1. For discussion see e.g. Robert Nozick, Philosophical Explanations (Cambridge, MA: Belknap Press, 1981). Our view shares important features with the views defended by e.g. Kai Nelsen, ‘Linguistic Philosophy and “The Meaning of Life’”, in E.D. Klemke,The Meaning of Life(New York, Oxford University Press, 1981), Ch. 13, John Kekes in ‘The Informed Will and the Meaning of Life’,Philosophy and Phenomenological ResearchXLVII (1986), Kekes, ‘The Meaning of Life’, Midwest Studies in Philosophy 24 (2000): 17–34, and especially Neil Levy, ‘Downshifting and Meaning in Life’, Ratio 18 (2005): 176–189.
2. This division is inspired by similar ideas in Richard Taylor, ‘The Meaning of Life’, in O. Hanfling (ed),Life and Meaning(Oxford Basil Blackwell, 1987), pp. 39–48, and Thomas Nagel, ‘The Absurd’, Journal of Philosophy 68 (1971): 716–27.
3. Kekes argues in ‘The Meaning of Life’ (p. 30) that we can accept genocidal dictators as leading meaningful lives if we draw a bright line between the meaningfulness of a life and the morality of the achievements which it contains.
4. See George Sher, ‘Blameworthy Action and Character’, Philosophy and Phenomenological Research LXIV (2002): 381–392.
5. See e.g. David Wiggins, ‘Truth, Invention, and the Meaning of Life’, in Geoffrey Sayre-McCord, Essays on Moral Realism, (Ithaca, New York: Cornell University Press, 1988), p. 162. For an overview of this discussion, see Thad Metz, ‘Recent Work on the Meaning of Life’, Ethics 112 (2002): 781–814.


Activity: Show each line of the records in which the word "JSON" occurs.

Extracted records
== Segment start ==
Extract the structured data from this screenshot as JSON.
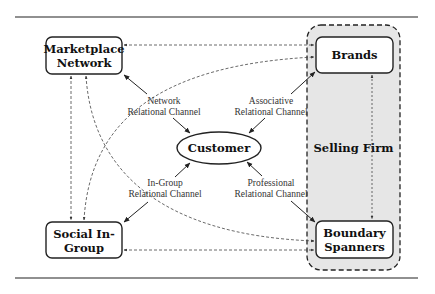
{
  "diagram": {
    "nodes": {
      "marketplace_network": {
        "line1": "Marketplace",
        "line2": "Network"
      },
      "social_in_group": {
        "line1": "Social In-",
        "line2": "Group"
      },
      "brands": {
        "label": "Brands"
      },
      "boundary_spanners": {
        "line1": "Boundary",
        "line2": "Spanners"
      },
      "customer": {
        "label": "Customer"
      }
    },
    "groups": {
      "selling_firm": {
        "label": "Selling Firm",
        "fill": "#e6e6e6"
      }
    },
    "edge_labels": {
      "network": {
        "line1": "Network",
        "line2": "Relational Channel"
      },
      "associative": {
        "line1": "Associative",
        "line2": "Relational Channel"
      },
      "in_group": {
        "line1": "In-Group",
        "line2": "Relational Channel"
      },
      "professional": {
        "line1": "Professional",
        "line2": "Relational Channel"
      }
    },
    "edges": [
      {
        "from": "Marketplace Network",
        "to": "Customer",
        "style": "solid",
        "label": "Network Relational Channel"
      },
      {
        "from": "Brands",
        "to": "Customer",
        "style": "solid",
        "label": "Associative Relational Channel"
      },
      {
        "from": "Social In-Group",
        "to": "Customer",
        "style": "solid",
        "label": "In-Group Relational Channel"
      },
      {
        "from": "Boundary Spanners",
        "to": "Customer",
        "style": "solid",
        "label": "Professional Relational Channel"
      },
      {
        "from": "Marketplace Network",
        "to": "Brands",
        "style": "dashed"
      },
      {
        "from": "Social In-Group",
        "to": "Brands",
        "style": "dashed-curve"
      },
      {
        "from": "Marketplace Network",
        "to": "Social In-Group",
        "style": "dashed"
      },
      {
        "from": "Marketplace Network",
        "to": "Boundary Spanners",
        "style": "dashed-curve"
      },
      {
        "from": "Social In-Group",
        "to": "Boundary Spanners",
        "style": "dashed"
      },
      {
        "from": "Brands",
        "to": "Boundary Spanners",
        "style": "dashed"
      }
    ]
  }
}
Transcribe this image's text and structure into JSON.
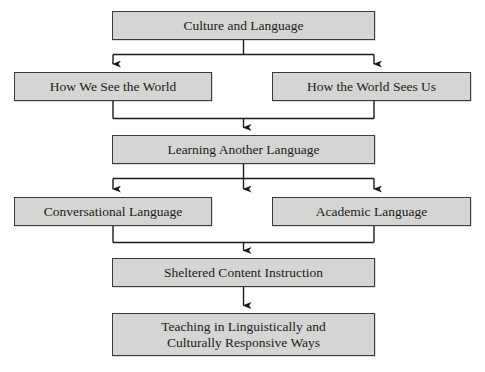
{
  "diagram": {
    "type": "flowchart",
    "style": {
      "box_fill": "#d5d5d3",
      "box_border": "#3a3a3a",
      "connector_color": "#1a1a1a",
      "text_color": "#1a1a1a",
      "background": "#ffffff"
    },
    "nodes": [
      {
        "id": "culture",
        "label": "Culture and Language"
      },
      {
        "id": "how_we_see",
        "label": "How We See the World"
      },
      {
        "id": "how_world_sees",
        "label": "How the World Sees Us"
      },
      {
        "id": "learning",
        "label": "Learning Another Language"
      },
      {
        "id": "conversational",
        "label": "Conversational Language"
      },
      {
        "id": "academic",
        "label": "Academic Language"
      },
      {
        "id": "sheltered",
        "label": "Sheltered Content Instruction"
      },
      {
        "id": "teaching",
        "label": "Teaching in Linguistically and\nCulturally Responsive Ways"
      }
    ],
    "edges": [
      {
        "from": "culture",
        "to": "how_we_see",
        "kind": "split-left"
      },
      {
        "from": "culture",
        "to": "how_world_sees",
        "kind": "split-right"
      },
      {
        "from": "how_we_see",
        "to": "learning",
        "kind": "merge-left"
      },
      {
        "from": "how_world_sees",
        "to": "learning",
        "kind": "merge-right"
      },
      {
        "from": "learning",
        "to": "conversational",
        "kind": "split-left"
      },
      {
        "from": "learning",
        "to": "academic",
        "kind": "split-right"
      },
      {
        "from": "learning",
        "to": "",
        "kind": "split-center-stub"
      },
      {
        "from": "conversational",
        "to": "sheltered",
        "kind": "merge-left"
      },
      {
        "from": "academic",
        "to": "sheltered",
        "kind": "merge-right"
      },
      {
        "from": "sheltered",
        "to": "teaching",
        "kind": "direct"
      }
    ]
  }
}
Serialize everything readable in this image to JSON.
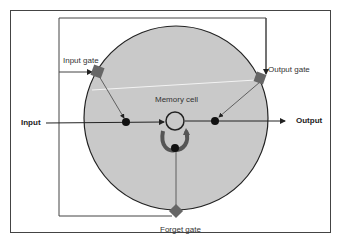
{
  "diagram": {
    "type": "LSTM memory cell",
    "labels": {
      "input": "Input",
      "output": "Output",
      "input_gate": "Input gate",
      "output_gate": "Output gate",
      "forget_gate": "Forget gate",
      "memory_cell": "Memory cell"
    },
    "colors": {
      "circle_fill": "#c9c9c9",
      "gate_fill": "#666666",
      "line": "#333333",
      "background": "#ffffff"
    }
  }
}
== Segment end ==
== Segment start ==
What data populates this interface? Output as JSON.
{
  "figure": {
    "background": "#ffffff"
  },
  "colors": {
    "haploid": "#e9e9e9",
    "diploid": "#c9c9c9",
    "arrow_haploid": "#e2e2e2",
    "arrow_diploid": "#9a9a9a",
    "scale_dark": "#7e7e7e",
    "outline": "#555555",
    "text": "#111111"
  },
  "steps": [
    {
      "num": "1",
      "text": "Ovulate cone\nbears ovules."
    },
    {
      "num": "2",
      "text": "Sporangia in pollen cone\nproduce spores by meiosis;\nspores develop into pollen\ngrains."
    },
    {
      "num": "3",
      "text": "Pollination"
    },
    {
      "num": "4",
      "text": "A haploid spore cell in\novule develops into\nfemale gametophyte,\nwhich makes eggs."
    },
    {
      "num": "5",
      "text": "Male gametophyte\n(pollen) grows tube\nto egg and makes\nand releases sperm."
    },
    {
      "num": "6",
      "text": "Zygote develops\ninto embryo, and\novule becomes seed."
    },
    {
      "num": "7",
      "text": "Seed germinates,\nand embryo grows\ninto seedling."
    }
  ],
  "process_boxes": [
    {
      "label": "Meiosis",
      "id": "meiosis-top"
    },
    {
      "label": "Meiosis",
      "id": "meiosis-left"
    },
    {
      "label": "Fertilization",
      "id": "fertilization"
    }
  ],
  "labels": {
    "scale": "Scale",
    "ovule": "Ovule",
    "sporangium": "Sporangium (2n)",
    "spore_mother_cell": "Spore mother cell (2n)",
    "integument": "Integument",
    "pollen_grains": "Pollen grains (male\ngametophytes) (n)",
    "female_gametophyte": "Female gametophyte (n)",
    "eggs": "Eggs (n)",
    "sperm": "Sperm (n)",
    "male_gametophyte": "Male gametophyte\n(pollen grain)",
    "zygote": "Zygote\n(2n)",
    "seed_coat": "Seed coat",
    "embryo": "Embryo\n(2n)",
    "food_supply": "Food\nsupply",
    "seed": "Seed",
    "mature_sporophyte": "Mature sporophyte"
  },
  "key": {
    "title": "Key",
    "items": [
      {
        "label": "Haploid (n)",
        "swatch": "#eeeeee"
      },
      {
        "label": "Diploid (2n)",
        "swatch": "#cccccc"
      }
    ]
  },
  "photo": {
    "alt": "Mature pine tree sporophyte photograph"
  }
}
== Segment end ==
Solution:
Extract the structured data from this screenshot as JSON.
Transcribe this image's text and structure into JSON.
Serialize everything readable in this image to JSON.
What data populates this interface? Output as JSON.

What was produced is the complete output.